U.S. Representative Mike Bost, R-Murphysboro, listens to a question from a supporter during a campaign event on Saturday, Feb. 17, 2024, at Eckert's Country Restaurant in Belleville.
Eric Lee
/
St. Louis Public Radio
U.S. Representative Mike Bost, R-Murphysboro, listens to a question from a supporter during a campaign event in February 2024 at Eckert's Country Restaurant in Belleville.

The U.S. Supreme Court has ruled that Illinois Congressman Mike Bost can challenge Illinois’ law that allows mail-in ballots to be counted 14 days after election day.

Justices on the high court ruled in favor of Bost, a Murphysboro Republican who represents Illinois’ 12th Congressional District, 7-2 in its decision released on Wednesday morning. Justice Elana Kagan joined the court’s six conservatives in favor of Bost.
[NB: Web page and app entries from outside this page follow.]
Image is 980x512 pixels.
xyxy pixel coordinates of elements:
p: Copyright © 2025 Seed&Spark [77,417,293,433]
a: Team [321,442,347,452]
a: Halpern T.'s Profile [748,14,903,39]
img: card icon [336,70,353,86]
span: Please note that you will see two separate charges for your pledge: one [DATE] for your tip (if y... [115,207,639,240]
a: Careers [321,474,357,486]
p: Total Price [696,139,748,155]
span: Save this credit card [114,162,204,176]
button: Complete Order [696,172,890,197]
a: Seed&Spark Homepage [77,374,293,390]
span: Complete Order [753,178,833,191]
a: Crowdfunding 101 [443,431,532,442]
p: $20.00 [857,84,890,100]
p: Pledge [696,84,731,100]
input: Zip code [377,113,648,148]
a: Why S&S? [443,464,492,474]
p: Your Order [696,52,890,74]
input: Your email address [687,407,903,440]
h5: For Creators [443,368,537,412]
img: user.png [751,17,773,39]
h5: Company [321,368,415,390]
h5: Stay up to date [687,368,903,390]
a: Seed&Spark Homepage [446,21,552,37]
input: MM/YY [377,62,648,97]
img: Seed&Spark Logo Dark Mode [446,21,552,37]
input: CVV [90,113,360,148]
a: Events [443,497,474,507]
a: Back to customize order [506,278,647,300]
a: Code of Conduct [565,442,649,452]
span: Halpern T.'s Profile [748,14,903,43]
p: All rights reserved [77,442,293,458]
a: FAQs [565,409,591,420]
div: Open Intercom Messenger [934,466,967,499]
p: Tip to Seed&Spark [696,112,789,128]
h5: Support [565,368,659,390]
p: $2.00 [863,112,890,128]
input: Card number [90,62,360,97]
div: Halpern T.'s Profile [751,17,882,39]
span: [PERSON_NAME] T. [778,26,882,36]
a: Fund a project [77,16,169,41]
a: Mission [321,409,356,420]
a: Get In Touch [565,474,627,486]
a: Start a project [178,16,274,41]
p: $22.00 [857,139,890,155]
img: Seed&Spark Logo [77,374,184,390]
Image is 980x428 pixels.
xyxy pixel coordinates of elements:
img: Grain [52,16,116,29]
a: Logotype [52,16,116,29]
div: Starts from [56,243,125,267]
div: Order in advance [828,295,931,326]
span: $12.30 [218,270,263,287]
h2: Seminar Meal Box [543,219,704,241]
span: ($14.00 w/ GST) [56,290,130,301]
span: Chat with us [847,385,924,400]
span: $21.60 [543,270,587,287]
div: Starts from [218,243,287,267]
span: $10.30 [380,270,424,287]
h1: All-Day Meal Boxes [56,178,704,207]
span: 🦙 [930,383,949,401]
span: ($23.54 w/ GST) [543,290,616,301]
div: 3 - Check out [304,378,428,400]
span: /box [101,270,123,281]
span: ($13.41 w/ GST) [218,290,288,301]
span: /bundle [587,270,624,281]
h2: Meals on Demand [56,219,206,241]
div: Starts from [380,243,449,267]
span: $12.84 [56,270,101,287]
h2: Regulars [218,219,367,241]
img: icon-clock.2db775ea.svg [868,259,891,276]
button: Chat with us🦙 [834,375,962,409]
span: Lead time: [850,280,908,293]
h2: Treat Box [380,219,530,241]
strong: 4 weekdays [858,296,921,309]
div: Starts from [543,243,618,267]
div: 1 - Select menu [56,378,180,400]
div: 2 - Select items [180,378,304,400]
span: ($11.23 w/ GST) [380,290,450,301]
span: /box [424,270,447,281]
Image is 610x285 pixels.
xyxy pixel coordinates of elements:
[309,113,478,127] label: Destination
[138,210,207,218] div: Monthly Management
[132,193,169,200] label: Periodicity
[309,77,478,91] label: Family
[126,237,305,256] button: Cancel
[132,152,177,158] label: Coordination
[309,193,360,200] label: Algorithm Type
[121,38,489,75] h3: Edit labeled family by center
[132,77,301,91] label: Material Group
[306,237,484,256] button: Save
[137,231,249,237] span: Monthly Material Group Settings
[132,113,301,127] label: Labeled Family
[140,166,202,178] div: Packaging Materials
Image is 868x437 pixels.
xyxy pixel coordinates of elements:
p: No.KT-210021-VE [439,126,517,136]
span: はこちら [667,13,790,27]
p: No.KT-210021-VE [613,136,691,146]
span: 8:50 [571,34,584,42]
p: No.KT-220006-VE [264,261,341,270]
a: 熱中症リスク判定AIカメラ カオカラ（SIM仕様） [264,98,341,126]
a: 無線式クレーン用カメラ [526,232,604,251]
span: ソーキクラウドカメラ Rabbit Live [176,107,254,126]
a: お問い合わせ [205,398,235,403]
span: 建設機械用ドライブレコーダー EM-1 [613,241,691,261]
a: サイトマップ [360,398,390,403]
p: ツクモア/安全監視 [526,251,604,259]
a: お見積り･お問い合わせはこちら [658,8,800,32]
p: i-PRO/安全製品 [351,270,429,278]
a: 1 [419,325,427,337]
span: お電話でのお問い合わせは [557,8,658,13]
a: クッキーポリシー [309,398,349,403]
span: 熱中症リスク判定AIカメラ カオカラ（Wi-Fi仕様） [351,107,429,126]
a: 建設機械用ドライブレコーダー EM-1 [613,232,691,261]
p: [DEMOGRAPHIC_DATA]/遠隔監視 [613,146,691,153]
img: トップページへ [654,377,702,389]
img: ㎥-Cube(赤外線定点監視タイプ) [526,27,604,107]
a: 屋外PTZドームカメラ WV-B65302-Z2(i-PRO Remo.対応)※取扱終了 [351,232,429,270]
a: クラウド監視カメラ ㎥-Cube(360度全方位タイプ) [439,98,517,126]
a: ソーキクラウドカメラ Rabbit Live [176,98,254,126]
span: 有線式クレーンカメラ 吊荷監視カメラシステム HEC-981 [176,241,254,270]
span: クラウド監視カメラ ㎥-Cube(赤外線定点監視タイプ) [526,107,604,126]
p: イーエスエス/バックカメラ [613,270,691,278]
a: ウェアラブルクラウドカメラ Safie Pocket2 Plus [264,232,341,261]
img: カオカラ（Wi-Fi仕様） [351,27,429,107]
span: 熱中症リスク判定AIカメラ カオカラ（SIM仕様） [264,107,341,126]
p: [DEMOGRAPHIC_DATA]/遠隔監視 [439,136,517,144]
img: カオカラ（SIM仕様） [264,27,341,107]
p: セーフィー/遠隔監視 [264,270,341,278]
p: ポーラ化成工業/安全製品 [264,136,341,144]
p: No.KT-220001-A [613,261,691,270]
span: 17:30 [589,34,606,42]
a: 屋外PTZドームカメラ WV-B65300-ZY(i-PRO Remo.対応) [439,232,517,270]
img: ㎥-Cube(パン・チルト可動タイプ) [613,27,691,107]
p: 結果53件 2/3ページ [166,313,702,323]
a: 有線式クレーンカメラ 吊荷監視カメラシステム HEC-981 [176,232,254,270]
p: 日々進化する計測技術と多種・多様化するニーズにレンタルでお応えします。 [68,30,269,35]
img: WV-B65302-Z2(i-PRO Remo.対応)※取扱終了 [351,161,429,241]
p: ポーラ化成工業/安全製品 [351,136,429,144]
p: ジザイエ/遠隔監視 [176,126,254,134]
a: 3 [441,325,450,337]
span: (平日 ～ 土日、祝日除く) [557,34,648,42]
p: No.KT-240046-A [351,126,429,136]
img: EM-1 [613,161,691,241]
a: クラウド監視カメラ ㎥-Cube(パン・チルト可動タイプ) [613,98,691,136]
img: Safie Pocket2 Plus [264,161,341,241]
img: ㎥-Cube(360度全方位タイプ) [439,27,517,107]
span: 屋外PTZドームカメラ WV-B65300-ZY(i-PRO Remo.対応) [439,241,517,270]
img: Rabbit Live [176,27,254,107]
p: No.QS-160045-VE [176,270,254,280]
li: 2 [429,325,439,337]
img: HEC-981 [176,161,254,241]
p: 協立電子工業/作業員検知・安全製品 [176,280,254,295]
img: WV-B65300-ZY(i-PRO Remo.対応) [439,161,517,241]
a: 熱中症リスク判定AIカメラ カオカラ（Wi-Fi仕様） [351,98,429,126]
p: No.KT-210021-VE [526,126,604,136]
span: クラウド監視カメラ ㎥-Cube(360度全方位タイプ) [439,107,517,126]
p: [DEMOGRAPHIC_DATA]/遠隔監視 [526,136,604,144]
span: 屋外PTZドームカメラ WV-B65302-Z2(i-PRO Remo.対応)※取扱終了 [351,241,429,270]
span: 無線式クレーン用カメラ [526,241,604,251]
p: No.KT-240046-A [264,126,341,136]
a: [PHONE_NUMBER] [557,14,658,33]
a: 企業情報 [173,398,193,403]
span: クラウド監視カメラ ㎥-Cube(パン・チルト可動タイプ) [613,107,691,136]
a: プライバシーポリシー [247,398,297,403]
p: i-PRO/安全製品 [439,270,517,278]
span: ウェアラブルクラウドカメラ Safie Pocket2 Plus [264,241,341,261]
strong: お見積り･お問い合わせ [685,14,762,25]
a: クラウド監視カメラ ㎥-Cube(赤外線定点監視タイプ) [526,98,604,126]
“This is a critically important step forward in the fight for election integrity and fair elections,” Bost said in a statement. “I look forward to continuing to pursue this case as we navigate the next stages of the legal process. It’s vitally important that we restore the people’s trust in our elections.”

The legality of the Illinois law had not been considered by the court during its October hearing on the matter. Instead, it centered around whether Bost, a six-term congressman, had legal standing to sue. Lower courts had dismissed his challenge, saying he did not suffer an injury.
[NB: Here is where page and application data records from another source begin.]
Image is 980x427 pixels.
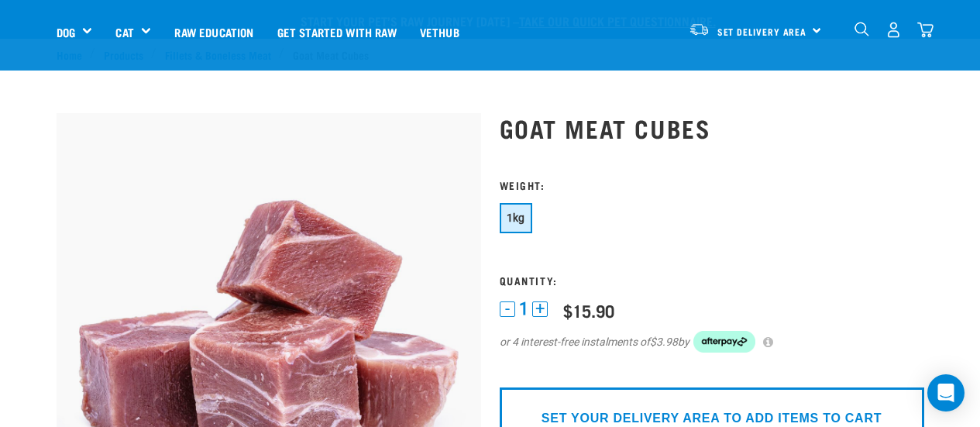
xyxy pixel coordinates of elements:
[650,334,678,351] span: $3.98
[500,302,515,317] button: -
[855,22,870,37] img: home-icon-1@2x.png
[57,23,75,41] a: Dog
[532,302,548,317] button: +
[927,375,964,411] div: Open Intercom Messenger
[500,114,924,142] h1: Goat Meat Cubes
[500,203,532,233] button: 1kg
[507,212,525,224] span: 1kg
[116,23,133,41] a: Cat
[693,331,755,353] img: Afterpay
[563,301,615,320] div: $15.90
[500,331,924,353] div: or 4 interest-free instalments of by
[717,29,807,34] span: Set Delivery Area
[266,1,408,63] a: Get started with Raw
[689,23,710,37] img: van-moving.png
[917,22,933,38] img: home-icon@2x.png
[886,22,902,38] img: user.png
[162,1,265,63] a: Raw Education
[500,275,924,286] h3: Quantity:
[500,179,924,191] h3: Weight:
[408,1,471,63] a: Vethub
[519,301,528,317] span: 1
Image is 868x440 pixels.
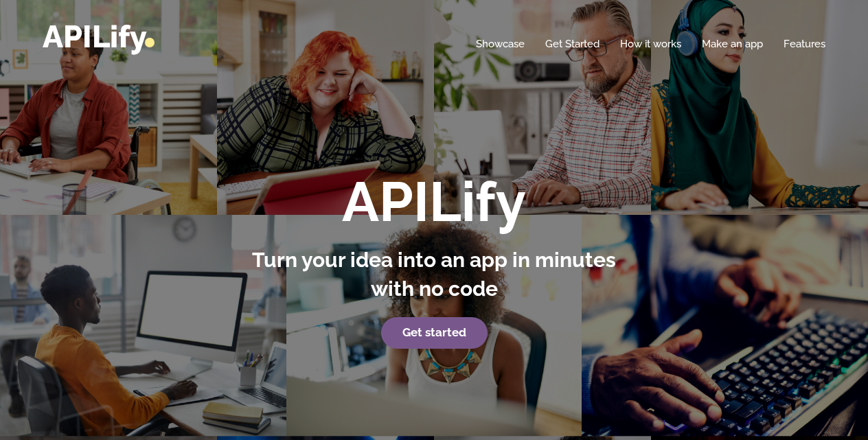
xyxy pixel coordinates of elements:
[475,37,525,51] a: Showcase
[252,248,616,300] strong: Turn your idea into an app in minutes with no code
[381,317,488,349] a: Get started
[783,37,825,51] a: Features
[342,170,526,234] strong: APILify
[620,37,681,51] a: How it works
[701,37,763,51] a: Make an app
[402,325,466,339] strong: Get started
[545,37,599,51] a: Get Started
[43,19,154,55] a: APILify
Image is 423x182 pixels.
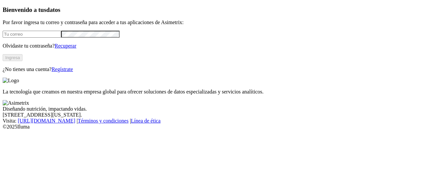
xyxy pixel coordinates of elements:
[46,6,61,13] span: datos
[3,89,421,95] p: La tecnología que creamos en nuestra empresa global para ofrecer soluciones de datos especializad...
[78,118,129,124] a: Términos y condiciones
[3,112,421,118] div: [STREET_ADDRESS][US_STATE].
[3,124,421,130] div: © 2025 Iluma
[3,78,19,84] img: Logo
[3,106,421,112] div: Diseñando nutrición, impactando vidas.
[131,118,161,124] a: Línea de ética
[3,43,421,49] p: Olvidaste tu contraseña?
[3,31,61,38] input: Tu correo
[52,66,73,72] a: Regístrate
[3,54,22,61] button: Ingresa
[3,66,421,72] p: ¿No tienes una cuenta?
[3,6,421,14] h3: Bienvenido a tus
[3,20,421,25] p: Por favor ingresa tu correo y contraseña para acceder a tus aplicaciones de Asimetrix:
[18,118,75,124] a: [URL][DOMAIN_NAME]
[3,118,421,124] div: Visita : | |
[3,100,29,106] img: Asimetrix
[55,43,76,49] a: Recuperar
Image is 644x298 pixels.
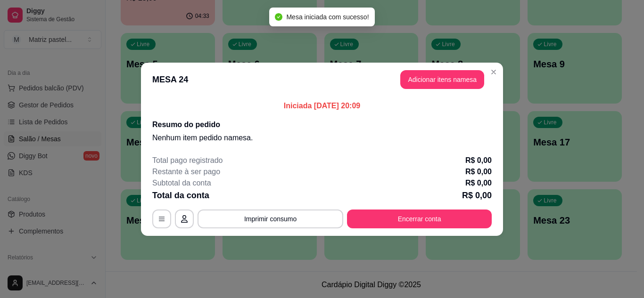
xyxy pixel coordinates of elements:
[462,189,492,202] p: R$ 0,00
[466,177,492,189] p: R$ 0,00
[153,189,210,202] p: Total da conta
[401,70,484,89] button: Adicionar itens namesa
[347,209,492,228] button: Encerrar conta
[466,155,492,166] p: R$ 0,00
[198,209,344,228] button: Imprimir consumo
[153,132,492,144] p: Nenhum item pedido na mesa .
[486,64,501,79] button: Close
[153,166,220,177] p: Restante à ser pago
[466,166,492,177] p: R$ 0,00
[275,13,283,21] span: check-circle
[153,119,492,130] h2: Resumo do pedido
[153,177,212,189] p: Subtotal da conta
[153,155,223,166] p: Total pago registrado
[287,13,369,21] span: Mesa iniciada com sucesso!
[153,100,492,112] p: Iniciada [DATE] 20:09
[141,63,503,97] header: MESA 24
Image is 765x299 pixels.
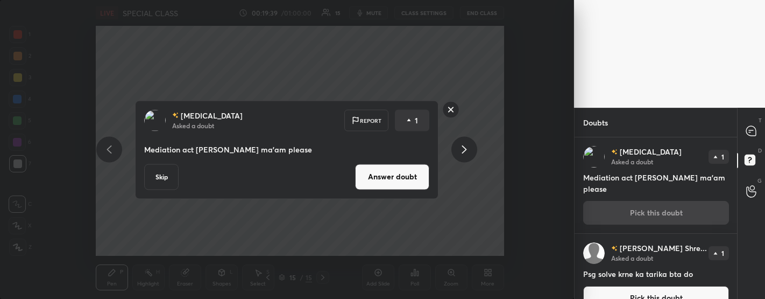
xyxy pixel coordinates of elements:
p: [PERSON_NAME] Shre... [620,244,707,252]
img: 3 [583,146,605,167]
p: Asked a doubt [611,253,653,262]
p: T [758,116,762,124]
p: Asked a doubt [172,120,214,129]
div: grid [575,137,738,299]
p: Mediation act [PERSON_NAME] ma'am please [144,144,429,154]
h4: Psg solve krne ka tarika bta do [583,268,729,279]
p: Asked a doubt [611,157,653,166]
p: 1 [721,250,724,256]
img: no-rating-badge.077c3623.svg [172,112,179,118]
p: Doubts [575,108,616,137]
button: Answer doubt [355,164,429,189]
p: G [757,176,762,185]
p: [MEDICAL_DATA] [181,111,243,119]
p: [MEDICAL_DATA] [620,147,682,156]
img: default.png [583,242,605,264]
h4: Mediation act [PERSON_NAME] ma'am please [583,172,729,194]
p: D [758,146,762,154]
button: Skip [144,164,179,189]
p: 1 [721,153,724,160]
img: no-rating-badge.077c3623.svg [611,245,618,251]
img: no-rating-badge.077c3623.svg [611,149,618,155]
p: 1 [415,115,418,125]
img: 3 [144,109,166,131]
div: Report [344,109,388,131]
“Candidates have a concrete and particularized interest in the rules that govern the counting of votes in their elections, regardless whether those rules harm their electoral prospects or increase the cost of their campaigns,” Chief Justice John Roberts wrote in the majority opinion. “Their interest extends to the integrity of the election — and the democratic process by which they earn or lose the support of the people they seek to represent.”

In her dissenting opinion, Justice Ketanji Brown Jackson argued this decision will allow for a host of election-related legal challenges.

“By carving out a bespoke rule for candidate-plaintiffs — granting them standing ‘to challenge the rules that govern the counting of votes,’ simply and solely because they are ‘candidates’ for office — the court now complicates and destabilizes both our standing law and America’s electoral processes,” she wrote.

Illinois’ law allows ballots to be counted two weeks after the election as long as they are postmarked on or before election day. In his lawsuit, Bost argued that violated federal law.

The high court’s decision means Bost’s challenge will go back to the U.S. District Court of Northern Illinois, which is based in Chicago, where he brought the suit in 2022. The district court is expected to hear the merits of the case.

Will Bauer is the Metro East reporter at St. Louis Public Radio.